Pre-Release · March 2026

ALBDO is a Rust-native DOM render compiler and HTTP runtime for JSX / TSX apps. It statically analyses every component and ships exactly the right amount of JavaScript — including none at all.

By Bishal Sen & Pinaki Singha

RustZero-JS by defaultAxum 0.8TokioSWC ASTEffect LatticeTier A · 0 KB JSSelective HydrationDashMap lock-freeWebTransport11 MB idle RAM0.07 msSingle binary deploy< 30 MB DockerNo Node.js in hot pathRustZero-JS by defaultAxum 0.8TokioSWC ASTEffect LatticeTier A · 0 KB JSSelective HydrationDashMap lock-freeWebTransport11 MB idle RAM0.07 msSingle binary deploy< 30 MB DockerNo Node.js in hot path
0 msCached response
0 MBIdle server memory
0 KBTier A JS payload
0 sCold build time

Effect Lattice

Automatic tiering at compile time

ALBDO builds an EffectProfile for every component — hooks, async operations, I/O, side effects — and assigns a deterministic rendering tier. No annotations required.

Tier AStatic / Pure
0 KB JS

No hooks, no async, no side effects. Ships zero JavaScript to the client.

Tier BReactive Islands
Minimal JS

Selective hydration for reactive regions only. The rest of the page stays static.

Tier CFull Reactive
Full hydration

Complex client state. Full hydration where the component truly demands it.

Architecture

Every layer built with intent

Effect Lattice

At compile time, ALBDO builds an EffectProfile for every component — analysing hooks, async, I/O, and side effects to determine exactly what JavaScript to ship.

Rust-Native Core

SWC-powered AST analysis, lock-free parallel component traversal via DashMap, and a zero-JavaScript hot path served by axum + Tokio.

Zero-Cost Static Pages

Tier A components produce zero bytes of client JavaScript. No hydration, no bundle, no runtime tax — pure HTML from the server.

Selective Hydration

Tier B components hydrate only the reactive islands that need it. The rest of the page remains inert, cutting transfer and parse time.

No Rewrites Needed

ALBDO accepts the JSX and TSX files your team already writes. No new primitives, no framework migration — just point and compile.

Single Binary Deploy

Ship a self-contained Rust binary. Docker images under 30 MB. Compare that to the 300–800 MB of a typical Node.js container.

Benchmarks

A different execution model

Measured on a working pre-release build. Not projections.

ALBDONode.js / Next.js
JavaScript in hot pathNoneAlways
Idle memory (single service)11 MB260 MB+
Tier A page JS payload0 KB50–400 KB
Docker image size< 30 MB300–800 MB
Cached response time0.07 ms5–40 ms
50-service baseline RAM< 600 MB~13 GB

Ready to see it in action?

Explore the pre-release source, star the repo, or open an issue.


> ABOUT THIS TASK: Every entry below should appear in the answer exactly as written, apart from the pictures.

> RECORDS FOR THE EXERCISE:
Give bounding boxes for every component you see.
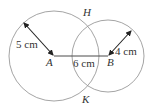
intersection-label-k: K [81,93,90,105]
two-circles-diagram: 5 cm 4 cm 6 cm A B H K [0,0,152,108]
intersection-label-h: H [82,6,92,18]
radius-label-a: 5 cm [16,38,38,50]
point-label-a: A [45,56,53,68]
segment-label-ab: 6 cm [73,57,95,69]
radius-label-b: 4 cm [115,45,137,57]
point-label-b: B [107,56,114,68]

> EXERCISE SOLUTION:
Give bounding boxes for every component you see.
intersection-label-k: K [81,93,90,105]
two-circles-diagram: 5 cm 4 cm 6 cm A B H K [0,0,152,108]
intersection-label-h: H [82,6,92,18]
radius-label-a: 5 cm [16,38,38,50]
point-label-a: A [45,56,53,68]
segment-label-ab: 6 cm [73,57,95,69]
radius-label-b: 4 cm [115,45,137,57]
point-label-b: B [107,56,114,68]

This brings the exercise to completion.